Chip manufacturers are already looking for ways to save memory.
AMD, NVIDIA, and Google are already moving toward memory optimization.
The CPU-side SOCAMM DRAM for NVIDIA’s next-generation Rubin NVL72 rack may be reduced from approximately 55TB per rack to around 28TB, nearly halved. This makes sense, as the BOM for the VR200 shows that memory costs have increased by 435% compared to the GB300.

Chart source: Morgan Stanley
SOCAMM is not HBM, but the cost pressure driving cost-saving solutions is the same—whether AMD uses MEXT for memory pooling (making flash behave like DRAM) or simply eliminates SOCAMM DRAM altogether.
Chip manufacturers really have no choice: they’ve already paid for HBM—adding the cost of SOCAMM? That hurts. They’re caught between two fronts.
Memory remains periodic, with a turning point in mid-2027.
Finally, let's discuss the periodicity of memory.
I disagree with the statement that "memory no longer has cycles."
Even if everything I said is wrong, and capital expenditures truly remain strong for a decade, you will still inevitably encounter the cycle of boom and bust. Those who refute me must assume that memory demand grows every year and that cloud providers’ spending never enters a cycle—this is simply impossible.

Chart source: SEMI
These manufacturers are betting on continued growth in capital expenditure (which seems unlikely at this pace) and sustained strong demand for memory (which in turn depends on ongoing growth in capital expenditure).

My projection is that DRAM pricing will begin to peak in 2027:
SK Hynix has a gross margin of approximately 80%; Micron has a gross margin of approximately 78% to 80%; Samsung has a gross margin of approximately 70% to 75%.
The price curve flattens around February or March, while capacity remains tight.

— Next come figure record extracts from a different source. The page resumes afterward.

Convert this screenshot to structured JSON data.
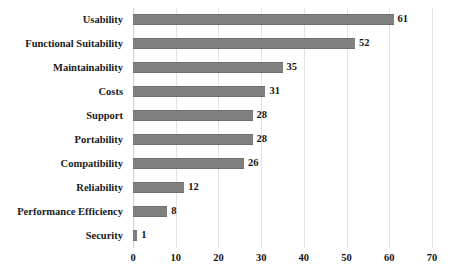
{
  "chart_data": {
    "type": "bar",
    "orientation": "horizontal",
    "title": "",
    "subtitle": "",
    "xlabel": "",
    "ylabel": "",
    "categories": [
      "Usability",
      "Functional Suitability",
      "Maintainability",
      "Costs",
      "Support",
      "Portability",
      "Compatibility",
      "Reliability",
      "Performance Efficiency",
      "Security"
    ],
    "values": [
      61,
      52,
      35,
      31,
      28,
      28,
      26,
      12,
      8,
      1
    ],
    "data_labels": [
      "61",
      "52",
      "35",
      "31",
      "28",
      "28",
      "26",
      "12",
      "8",
      "1"
    ],
    "xlim": [
      0,
      70
    ],
    "xticks": [
      0,
      10,
      20,
      30,
      40,
      50,
      60,
      70
    ],
    "xtick_labels": [
      "0",
      "10",
      "20",
      "30",
      "40",
      "50",
      "60",
      "70"
    ],
    "grid": "vertical",
    "legend": "none",
    "bar_color": "#808080",
    "grid_color": "#e2e2e2",
    "text_color": "#1a1a1a",
    "background": "#ffffff"
  }
}
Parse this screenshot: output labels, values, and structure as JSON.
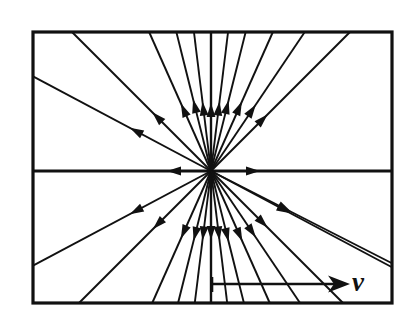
{
  "figure": {
    "type": "vector-field-diagram",
    "background_color": "#ffffff",
    "stroke_color": "#111111",
    "frame": {
      "x": 33,
      "y": 32,
      "width": 359,
      "height": 271,
      "stroke_width": 3.2
    },
    "center": {
      "x": 211,
      "y": 171
    },
    "rays": [
      {
        "name": "ray-w",
        "angle_deg": 180,
        "arrow_at": 44,
        "stroke_width": 3.0
      },
      {
        "name": "ray-e",
        "angle_deg": 0,
        "arrow_at": 49,
        "stroke_width": 3.0
      },
      {
        "name": "ray-wnw",
        "angle_deg": 208,
        "arrow_at": 92,
        "stroke_width": 1.9
      },
      {
        "name": "ray-ene",
        "angle_deg": 28,
        "arrow_at": 90,
        "stroke_width": 1.9
      },
      {
        "name": "ray-nw",
        "angle_deg": 225,
        "arrow_at": 83,
        "stroke_width": 1.9
      },
      {
        "name": "ray-ne",
        "angle_deg": 315,
        "arrow_at": 80,
        "stroke_width": 1.9
      },
      {
        "name": "ray-nnw1",
        "angle_deg": 246,
        "arrow_at": 74,
        "stroke_width": 1.9
      },
      {
        "name": "ray-nnw2",
        "angle_deg": 256,
        "arrow_at": 74,
        "stroke_width": 1.9
      },
      {
        "name": "ray-nnw3",
        "angle_deg": 263,
        "arrow_at": 70,
        "stroke_width": 1.9
      },
      {
        "name": "ray-nnw4",
        "angle_deg": 270,
        "arrow_at": 68,
        "stroke_width": 2.4
      },
      {
        "name": "ray-nne1",
        "angle_deg": 277,
        "arrow_at": 70,
        "stroke_width": 1.9
      },
      {
        "name": "ray-nne2",
        "angle_deg": 284,
        "arrow_at": 73,
        "stroke_width": 1.9
      },
      {
        "name": "ray-nne3",
        "angle_deg": 294,
        "arrow_at": 76,
        "stroke_width": 1.9
      },
      {
        "name": "ray-nne4",
        "angle_deg": 304,
        "arrow_at": 80,
        "stroke_width": 1.9
      },
      {
        "name": "ray-wsw",
        "angle_deg": 152,
        "arrow_at": 92,
        "stroke_width": 1.9
      },
      {
        "name": "ray-ese",
        "angle_deg": 27,
        "arrow_at": 90,
        "stroke_width": 1.9
      },
      {
        "name": "ray-sw",
        "angle_deg": 135,
        "arrow_at": 82,
        "stroke_width": 1.9
      },
      {
        "name": "ray-se",
        "angle_deg": 45,
        "arrow_at": 80,
        "stroke_width": 1.9
      },
      {
        "name": "ray-ssw1",
        "angle_deg": 114,
        "arrow_at": 74,
        "stroke_width": 1.9
      },
      {
        "name": "ray-ssw2",
        "angle_deg": 104,
        "arrow_at": 72,
        "stroke_width": 1.9
      },
      {
        "name": "ray-ssw3",
        "angle_deg": 97,
        "arrow_at": 70,
        "stroke_width": 1.9
      },
      {
        "name": "ray-ssw4",
        "angle_deg": 90,
        "arrow_at": 69,
        "stroke_width": 2.4
      },
      {
        "name": "ray-sse1",
        "angle_deg": 83,
        "arrow_at": 70,
        "stroke_width": 1.9
      },
      {
        "name": "ray-sse2",
        "angle_deg": 76,
        "arrow_at": 73,
        "stroke_width": 1.9
      },
      {
        "name": "ray-sse3",
        "angle_deg": 66,
        "arrow_at": 77,
        "stroke_width": 1.9
      },
      {
        "name": "ray-sse4",
        "angle_deg": 56,
        "arrow_at": 80,
        "stroke_width": 1.9
      }
    ],
    "velocity_vector": {
      "label": "v",
      "label_x": 352,
      "label_y": 269,
      "line_y": 284,
      "line_x_start": 212,
      "line_x_end": 341,
      "tick_x": 212,
      "tick_y_top": 277,
      "tick_y_bottom": 292,
      "stroke_width": 2.6
    },
    "arrow_head": {
      "length": 14,
      "half_width": 4.4
    }
  }
}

Then, around mid-2027, you'll sense signs of slowing, or even a pause, in capital expenditure growth.
I believe most memory stocks are beginning to give back their gains at this level, as investors are already pricing in the upcoming margin contraction.
By 2028, more capacity comes online (supply remains tight), but demand expectations weaken, causing gross margins to steadily decline to just over 60%. From 2028 to 2030, capacity continues to come online, easing supply constraints, while capital expenditures show no meaningful increase. I predict a true crash occurs during this phase, with significant stock price gains retracing from the end of 2027.
Everyone believes memory will remain strong until the end of 2030; my prediction is that gross margins will begin to contract from mid-2027, and many memory stocks' gains will reverse.
Then again, if cloud providers in 2027 say that capital expenditures in 2028 will be significantly stronger, my article will have been written in vain, and I’ll look foolish. Time will tell whether I’m right or wrong, but I believe memory is about to follow this path.
Why am I not that optimistic?
I’m not as optimistic about memory as others are, for just a few reasons:
Memory manufacturers are too greedy on margins; I believe memory still follows a cycle—the "acyclical theory" bets entirely on capital expenditures never entering a cycle; chipmakers seeking ways to save on memory costs themselves prove they are already tired of high expenses; CFOs' cash is nearly 100% consumed by capital expenditures, with memory accounting for 40% of 2027 costs—further bond issuances or equity offerings are no longer sustainable.
The only good outcome would be a sudden flood of supply dumping in the market, crashing the memory prices of all three manufacturers. In that case, the same capital expenditure would yield significantly more output.